Stand-alone generators and their control are tightly related to application, from design to the embod-
iment of control and protection. Vehicular generators have to be lightweight and efficient, in this order.
Standby (backup) power groups for hospitals, banks, telecommunications, and so forth, have to be quickly

available, reliable, efficient, and environmentally friendly.
Backup power generators are becoming a must in public buildings, as all now use clusters of computers.
Uninterruptible power supplies (UPSs) that are battery or fuel cell based, all with power electronics
controls, are also used at lower powers. They do not include electric generators and, therefore, fall beyond
the scope of our discussion.
Electric generators or motors are also used for mechanical energy storage, “inertial batteries” (Figure
1.9) in vacuum, with magnetic suspension to enable the storage of energy for minutes to hours. Speeds
up to 1 km/sec (peripheral speed with composite material flywheels) at costs of $400 to $800 per kilowatt
($50 to $100 per kilowatt for lead acid batteries) for an operation life of over 20 years (3 to 5 years for
lead acid batteries) [11] are feasible today.
PM synchronous generators or motors are ideal for uses at rotational speeds preferably around 40
krpm, for the 3 to 300 kW range and less for the megawatt range.
FIGURE 1.9 Typical flywheel battery.
End plate
Radial magnetic bearing
Generator/motor PMs on the rotor
Housing
Composite flywheel
Titanium rotor shaft
Radial/axial magnetic bearing
End plate
© 2006 by Taylor & Francis Group, LLC
1-12 Synchronous Generators
Satellites, power quality (for active power control through energy storage), hybrid buses, trains (to
store energy during braking), and electromagnetic launchers, are typical applications for storage generator
and motor systems.
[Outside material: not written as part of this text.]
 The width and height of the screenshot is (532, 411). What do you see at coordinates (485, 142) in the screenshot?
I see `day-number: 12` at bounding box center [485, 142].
The motoring mode is used to reaccelerate the flywheel (or charge the inertial battery)
via power electronics.
Energy storage up to 500 MJ (per unit) is considered practical for applications that (at 50 Wh/kg
density or more) need energy delivered in seconds or minutes at a time, for the duration of a power
outage. As most (80%) power line disturbances last for less than 5 sec, flywheel batteries can fill up this

time with energy as a standby power source. Though very promising, electrochemical and superconduct-
ing coil energy storage fall beyond the scope or our discussion here.
1.6 Summary
The above introductory study leads to the following conclusions:
• Electric energy demand is on the rise (at a rate of 2 to 3% per annum), but so are the environmental
and social constraints on the electric energy technologies.
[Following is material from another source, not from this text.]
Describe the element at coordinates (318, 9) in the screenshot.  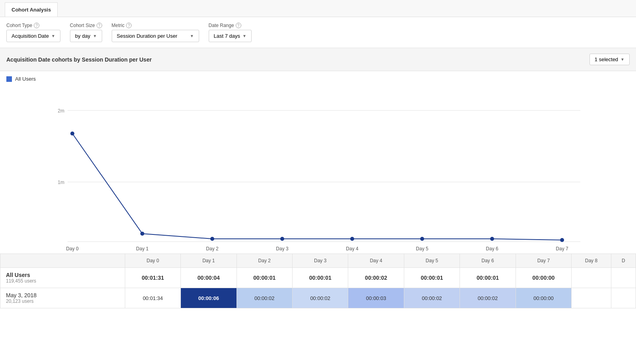
I see `tab-bar: Cohort Analysis` at that location.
• Renewable resource input is on the rise — especially wind and hydro, at powers of up to a few
megawatts per unit.
• Single-value power grids will change to bundled valued chains as electric energy opens to markets.
• Electric generators should work at variable speeds, but provide constant voltage and frequency
output via power electronics with full or partial power ratings, in order to tap more energy from
renewable resources and provide faster and safer reactive power control.
• The standard synchronous generator, working at constant speed for constant frequency output,
is challenged by the doubly fed induction generator at high to medium power (from hundreds of
megawatts to 1 to 2 MW) and by the PM synchronous generator and the induction generator
with full power bidirectional power electronics in the stator up to 1 MW.
• Most variable-speed generators with bidirectional power electronics control will also allow motor-
ing (or starting) operation in both conventional or distributed power grids and in stand-alone
(or vehicular) applications.
• Home and industrial combined heat and electricity generation by burning gas in high-speed gas
turbines requires special electric generators with adequate power electronics digital control.
• In view of such a wide power and unit and applications range, a classification of electric generators
seems to be in order. This is the subject of Chapter 2.